REELIN and Schizophrenia:

A Disease at the Interface of the Genome and the Epigenome

  1. E. Costa, MD,
  2. Y. Chen, MD,
  3. J. Davis, MD,
  4. E. Dong, PhD,
  5. J.S. Noh, MD,
  6. L. Tremolizzo, MD,
  7. M. Veldic, MD,
  8. D.R. Grayson, PhD and
  9. A. Guidotti, MD
  1. Psychiatric Institute Department of Psychiatry, College of Medicine, University of Illinois at Chicago, Chicago, IL 60612
  1. EC. E-mail costa{at}psych.uic.edu; fax 312-413-4569.

Abstract

The downregulation of the Reelin gene (RELN) that occurs in schizophrenic brains, which are characterized by pyramidal neurons with shortened dendrites and by reduced expression densities of dendritic spines, may well result from hypermethylation of the RELN promoter.

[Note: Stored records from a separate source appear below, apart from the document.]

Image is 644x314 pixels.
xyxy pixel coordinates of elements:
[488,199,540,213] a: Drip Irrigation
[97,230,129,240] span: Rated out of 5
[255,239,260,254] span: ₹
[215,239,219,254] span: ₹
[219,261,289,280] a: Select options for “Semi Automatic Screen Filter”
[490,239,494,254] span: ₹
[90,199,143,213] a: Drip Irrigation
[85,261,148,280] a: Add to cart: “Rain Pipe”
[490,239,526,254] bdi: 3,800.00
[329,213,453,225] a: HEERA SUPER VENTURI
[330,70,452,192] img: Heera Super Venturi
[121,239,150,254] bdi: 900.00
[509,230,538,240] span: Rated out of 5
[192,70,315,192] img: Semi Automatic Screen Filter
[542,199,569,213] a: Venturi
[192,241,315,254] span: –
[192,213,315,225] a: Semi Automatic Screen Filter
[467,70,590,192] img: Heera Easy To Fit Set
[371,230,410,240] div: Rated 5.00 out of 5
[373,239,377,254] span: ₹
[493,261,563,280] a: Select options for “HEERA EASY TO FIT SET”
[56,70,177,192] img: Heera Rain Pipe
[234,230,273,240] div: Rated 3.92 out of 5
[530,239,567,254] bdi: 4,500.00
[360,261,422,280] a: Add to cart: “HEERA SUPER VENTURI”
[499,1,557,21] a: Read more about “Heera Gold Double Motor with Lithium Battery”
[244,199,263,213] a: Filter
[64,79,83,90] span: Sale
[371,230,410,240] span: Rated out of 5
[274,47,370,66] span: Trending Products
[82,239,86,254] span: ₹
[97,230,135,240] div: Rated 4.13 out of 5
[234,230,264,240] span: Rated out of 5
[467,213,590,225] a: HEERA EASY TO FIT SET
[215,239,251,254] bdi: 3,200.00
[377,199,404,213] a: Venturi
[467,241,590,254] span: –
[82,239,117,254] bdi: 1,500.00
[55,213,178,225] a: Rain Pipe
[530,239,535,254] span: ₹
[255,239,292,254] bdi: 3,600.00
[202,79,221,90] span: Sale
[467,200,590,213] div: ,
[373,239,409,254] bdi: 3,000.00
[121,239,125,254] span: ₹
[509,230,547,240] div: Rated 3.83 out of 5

In the adult mammalian brain, γ-aminoburytic acid–secreting (GABAergic) interneurons release RELN into the extracellular matrix, where it binds with high affinity to the integrin receptors present at dendritic spine postsynaptic densities and likely plays a role, elaborated in this article, in synaptic plasticity. In heterozygous reeler mice, which are haploinsufficient in RELN, inhibitors of histone deacetylase increase DNA demethylase activity and restore RELN expression. Such inhibitors could thus be of therapeutic value in mitigating vulnerability to schizophrenia among high-risk individuals.